Around 1525 he moved to Soest, where a year later he painted the wings and predella of the Mary altar for the church of St. Peter. His signature and symbolic clog show that he was still using his father's name.

His first engravings appeared in 1527. They were signed with a monogram "AG", resembling closely that of Albrecht Dürer. In 1531, influenced by surrounding religious fervour, he became a Lutheran. Because of lack of church commissions he devoted most of his time to portrait painting and printmaking. Aldegrever's some 290 engravings and woodcuts, chiefly from his own designs, are delicate and minute, though somewhat hard in style, and entitle him to a place in the front rank of the so-called "Little Masters":[1] Barthel Beham, his brother Hans Sebald Beham, and Georg Pencz, with whom he is often compared. Like them, he was also a skilled ornament designer. From the close resemblance of his style to that of Albrecht Dürer he has also sometimes been called the "Albert of Westphalia".[1]

Eve with a Stag, c.1540

About a third of his prints were ornamental engravings; they were used as models by artists and craftsmen well into the seventeenth century.[2]

Aldegrever, who actively supported the Reformation, executed portraits of Martin Luther and Philip Melanchthon. Although he chose the Lutheran Church, he had friends among the Anabaptists. He was commissioned by the bishop of Münster in 1535–36 to engrave portraits of Anabaptist leaders Jan van Leyden and Bernhard Knipperdolling, although they were already imprisoned, and only caricatures of them circulated. In the cycle Power of Death, done under visible influence of Hans Holbein, he criticizes the vices of the Catholic Church.

Aldegrever was interested also in folk subjects. In 1538 and 1551 two series of prints depicting marriage dances were made. An important part of his oeuvre are prints on mythological subjects, the Deeds of Hercules being one of the best examples.

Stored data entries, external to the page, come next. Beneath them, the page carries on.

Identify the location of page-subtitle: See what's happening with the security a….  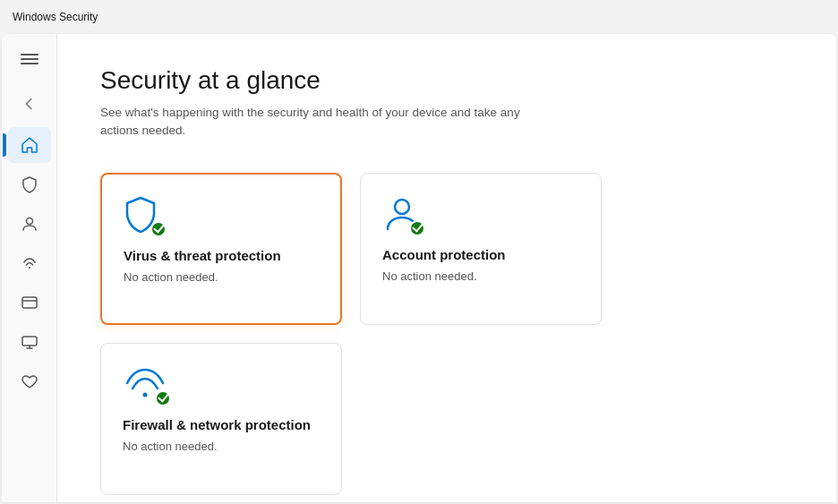
(324, 122).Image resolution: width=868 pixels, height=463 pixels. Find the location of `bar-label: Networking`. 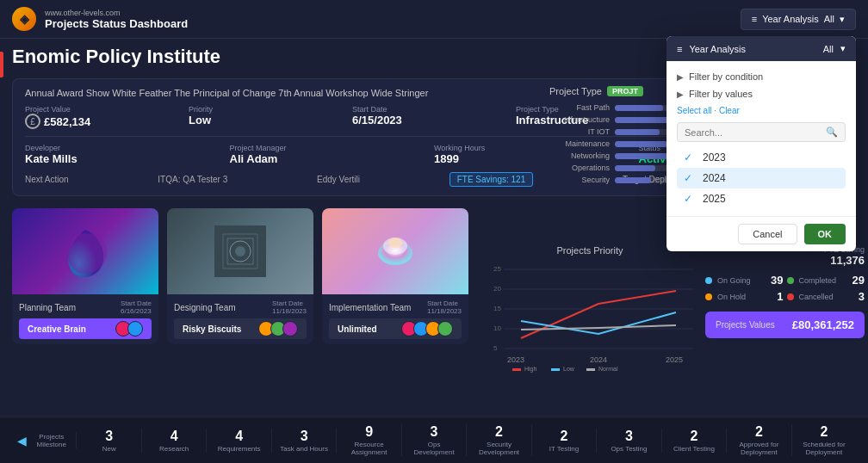

bar-label: Networking is located at coordinates (580, 156).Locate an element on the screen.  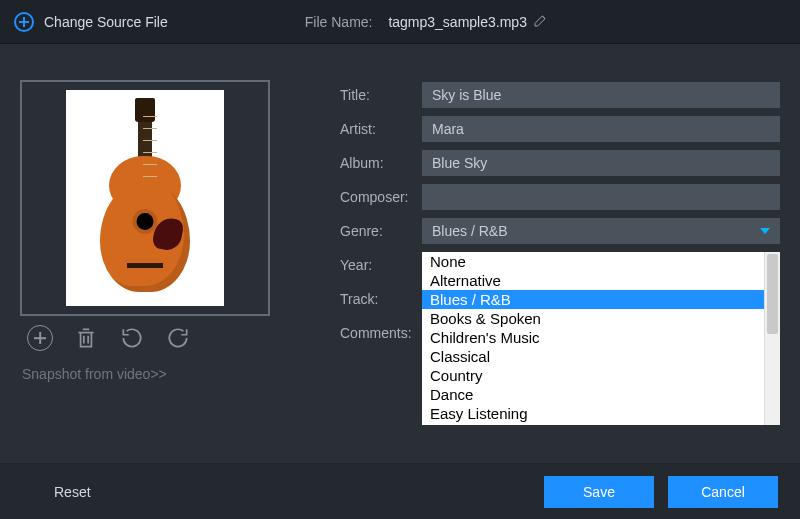
chevron-down-icon is located at coordinates (765, 231).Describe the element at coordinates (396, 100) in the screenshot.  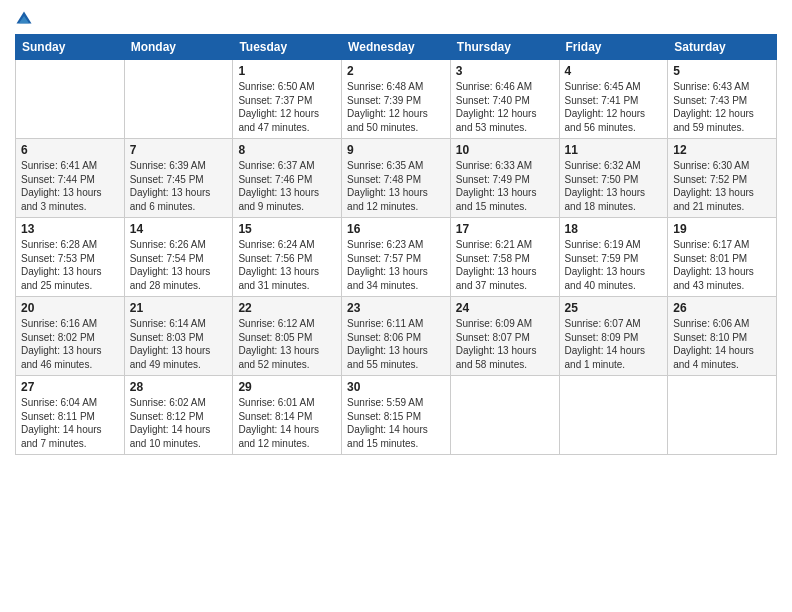
I see `week-row-1: 1Sunrise: 6:50 AM Sunset: 7:37 PM Daylig…` at that location.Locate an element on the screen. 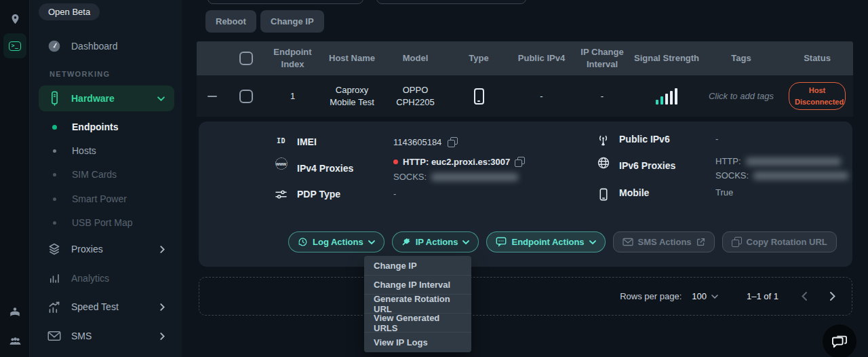 This screenshot has width=868, height=357. sidebar-item-label: USB Port Map is located at coordinates (102, 223).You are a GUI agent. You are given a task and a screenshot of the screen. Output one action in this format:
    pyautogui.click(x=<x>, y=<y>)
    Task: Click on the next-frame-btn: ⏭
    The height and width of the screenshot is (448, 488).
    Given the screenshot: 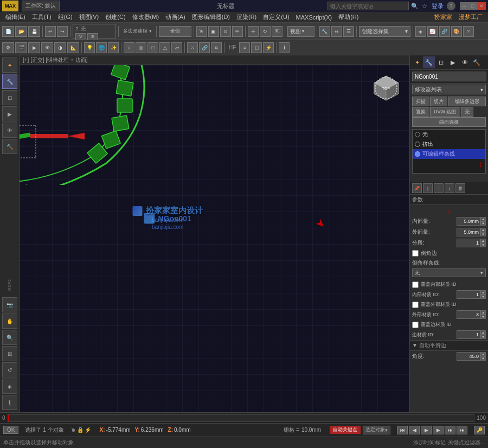 What is the action you would take?
    pyautogui.click(x=450, y=430)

Only two paintings are firmly attributed to him: the wings and predella of the Marienaltar (c. 1525-6) in the Wiesenkirche in Soest, and a portrait of Graf Phillip von Waldeck (1837) in Schloss Aroldsen.[2]

Further reading

  • Piotr Kopszak and Waldemar Deluga, Heinrich Aldegrever: Prints from collection of Muzeum Narodowe w Warszawie, KLE Warsztat Graficzny, 1999. CD-ROM ISBN 83-7100-132-0

References

  1. 1 2 3 One or more of the preceding sentences incorporates text from a publication now in the public domain: Chisholm, Hugh, ed. (1911). "Aldegrever, Heinrich". Encyclopædia Britannica. Vol. 1 (11th ed.). Cambridge University Press. p. 531.
  2. 1 2 Rowlands, John (1988). The Age of Dürer and Holbein: German Drawings 1400-1550. London: British Museum Publications. ISBN 0-7141--1639-4.
This article is issued from Wikipedia. The text is licensed under Creative Commons - Attribution - Sharealike. Additional terms may apply for the media files.